• Varyk
    link
    fedilink
    arrow-up
    63
    ·
    1 month ago

    look after the bubble bursts, things will go back to-oh hang on a second.

    there’s another bub-, oh wait a minute, I think I see another…

      • Varyk
        link
        fedilink
        arrow-up
        9
        ·
        edit-2
        1 month ago

        haha, uhhhhmmmm.

        I really like the description.

        I’m not sure it’s an apt analogy, but the description is undeniably great and I will be using it some form in the future.

        oh the bubbles! haha, sorry, I’m in a couple different threads right now.

  • quink@lemmy.ml
    link
    fedilink
    arrow-up
    38
    arrow-down
    5
    ·
    edit-2
    1 month ago

    OK, here goes nothing, going to receive a roasting… TSMC is booked out to high heaven, Nvidia is completely in control of anything AI with no other company coming close to touching them, and at the end of the day, this is all but 1 month in the economy while most P/E for your average business even is near 15 or 20, corresponding to about 200 months. Cisco didn’t have a moat worth a dime and households didn’t even have always-on Internet back then, while Nvidia gets to basically set their price. Sure, AI isn’t turning out to be a great source of profit for AI providers, but Nvidia sells the shovels, not the gold or stakes of land.

    Sure 11% is excessive, but I can’t see it drop like a rock any time soon. Because even if AI bursts like a bubble they are still the best at computer graphics by some margin as well, they’ll still be the best at parallel computation. And if that fails, they’re the best at making games do things, they know how to build computers and mobile devices, etc., etc. They made the Nintendo Switch for crying out loud and an RTX in my PC that I haven’t used for anything AI in ages.

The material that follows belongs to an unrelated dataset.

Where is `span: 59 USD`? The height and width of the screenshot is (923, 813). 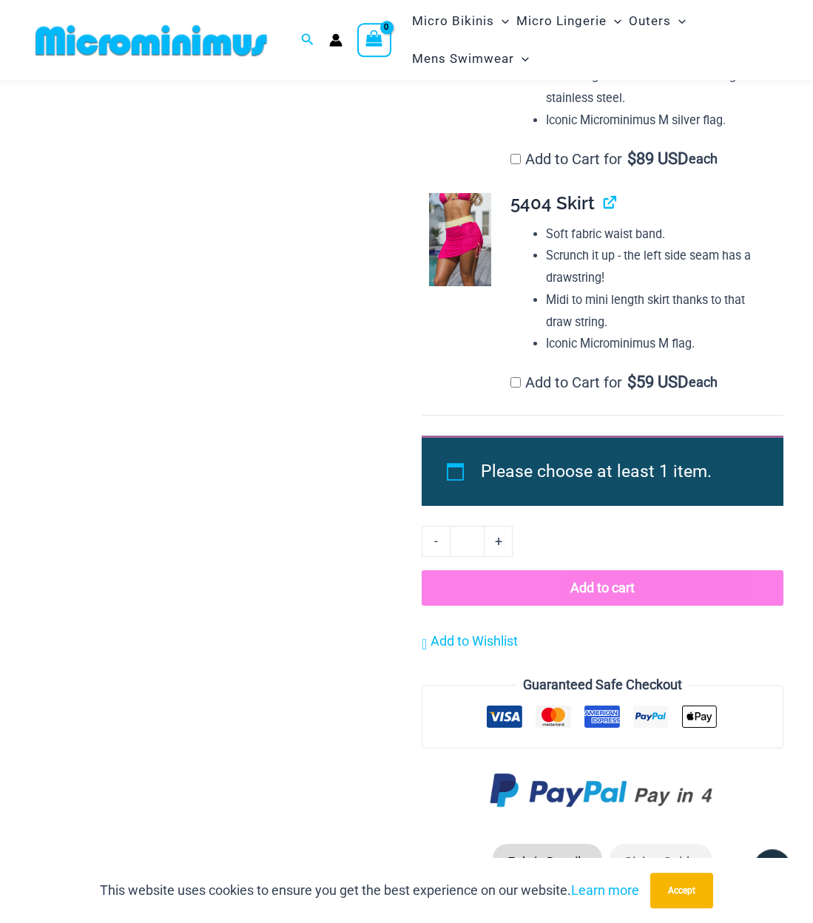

They’ll be fine.

    And one other thing, their P/E ratio was well above 100 a bit more than a year ago. It’s at like 60 now? And the market cap doesn’t really count for anything, I mean VW was the most valuable company in the world during a short squeeze. Cisco’s P/E was apparently 200 at one point.

    • pearable@lemmy.ml
      link
      fedilink
      arrow-up
      14
      arrow-down
      1
      ·
      1 month ago

      I think it has more to do with all that evaluation being propped up by the idea that AI will be massively profitable. All the things you mention were true five years ago when their evaluation was less ridiculous. When Nvidia’s stock evaluation falls they’ll be fine. I think the rest of the market is going to take a big hit and I expect a recession is inevitable.

    • hark@lemmy.world
      link
      fedilink
      arrow-up
      9
      ·
      1 month ago

      Sure 11% is excessive, but I can’t see it drop like a rock any time soon.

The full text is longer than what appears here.